Thanks, Doug. Time-bound it may well be but it was also semi-commissioned by a former teacher friend, now fashionista, who asked me to write an article to accompany a photographic spreadsheet crammed with images of sparkly poseurs. I'm no journalist so sent her this. Unlikely that it will fit her bill but it gave me a new focus.
Bill
> On 14 Nov 2013, at 3:48 am, Douglas Barbour <[log in to unmask]> wrote:
>
> I liked that, too, Bill. But, as you sort of gave away, the poem may be time-bound; it's so of this moment in pop culture. Will the phenomenon continue with newer tech? Will the fad just disappear? I tend to agree with your analysis, but also feel that that is what it is...
>
> Doug
>> On Nov 12, 2013, at 2:46 PM, Max Richards <[log in to unmask]> wrote:
>>
>> one of your best, Bill…
>> I specially like:
>>
>> enduring still-
>> ness long enough for their faces to break
>>
>> into something real, despite themselves.
>>
>> Max (after breakfast Wed morning and taking dogs out in rain)
>>
>>> On 13/11/2013, at 6:59 AM, Bill Wootton wrote:
>>>
>>> Selfies
>>>
>>> A singular pursuit: snapping yourself.

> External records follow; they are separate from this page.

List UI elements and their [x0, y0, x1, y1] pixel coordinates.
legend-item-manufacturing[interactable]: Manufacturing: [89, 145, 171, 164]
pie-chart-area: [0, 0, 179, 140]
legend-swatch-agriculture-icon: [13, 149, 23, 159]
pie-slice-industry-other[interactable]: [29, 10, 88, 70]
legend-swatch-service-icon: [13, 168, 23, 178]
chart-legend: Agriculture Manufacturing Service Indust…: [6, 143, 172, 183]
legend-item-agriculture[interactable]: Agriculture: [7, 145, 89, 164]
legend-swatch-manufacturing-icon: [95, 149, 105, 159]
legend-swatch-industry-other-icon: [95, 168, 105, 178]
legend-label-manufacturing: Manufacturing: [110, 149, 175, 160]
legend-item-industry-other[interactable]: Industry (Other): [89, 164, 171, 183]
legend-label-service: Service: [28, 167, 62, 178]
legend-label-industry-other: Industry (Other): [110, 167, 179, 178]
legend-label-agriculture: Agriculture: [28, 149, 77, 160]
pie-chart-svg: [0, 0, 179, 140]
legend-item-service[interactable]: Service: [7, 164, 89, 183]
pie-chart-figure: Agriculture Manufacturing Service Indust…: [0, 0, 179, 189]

>>> No partner, no friend, no family member
>>> to do the business for you.
>>>
>>> What if someone calls, mid-selfie?
>>> What's the protocol? Do protocols
>>> apply to yourself alone?
>>>
>>> In common with all photos, the selfie
>>> confirms: you were ideed there,
>>> like that, in that moment.
>>>
>>> The difference, not so much contrived
>>> awkwardness, as sudden need for
>>> self-celebration, then approbation.
>>>
>>> The urge to post, to feel the Like,
>>> not new of course; Frida Kahlo,
>>> in oils, paved a way for selfers.
>>>
>>> Adopting a pose the first duty
>>> according to Wilde, the second
>>> the stumbling block. It took Warhol
>>>
>>> to expose step two: filmed celebrities
>>> and Factory nobodies alike, enduring still-
>>> ness long enough for their faces to break
>>>
>>> into something real, despite themselves.
>>> What do giddy selfies reveal? Self-Officer,
>>> arrest that still face. Guilty as charged.
>
> Douglas Barbour
> [log in to unmask]
>
> http://www.ualberta.ca/~dbarbour/
> http://eclecticruckus.wordpress.com/
>
> Latest books:
> Continuations & Continuations 2 (with Sheila E Murphy)
> http://www.uap.ualberta.ca/UAP.asp?LID=41&bookID=962
> Recording Dates
> (Rubicon Press)
>
> Art is always the replacing of indifference by attention.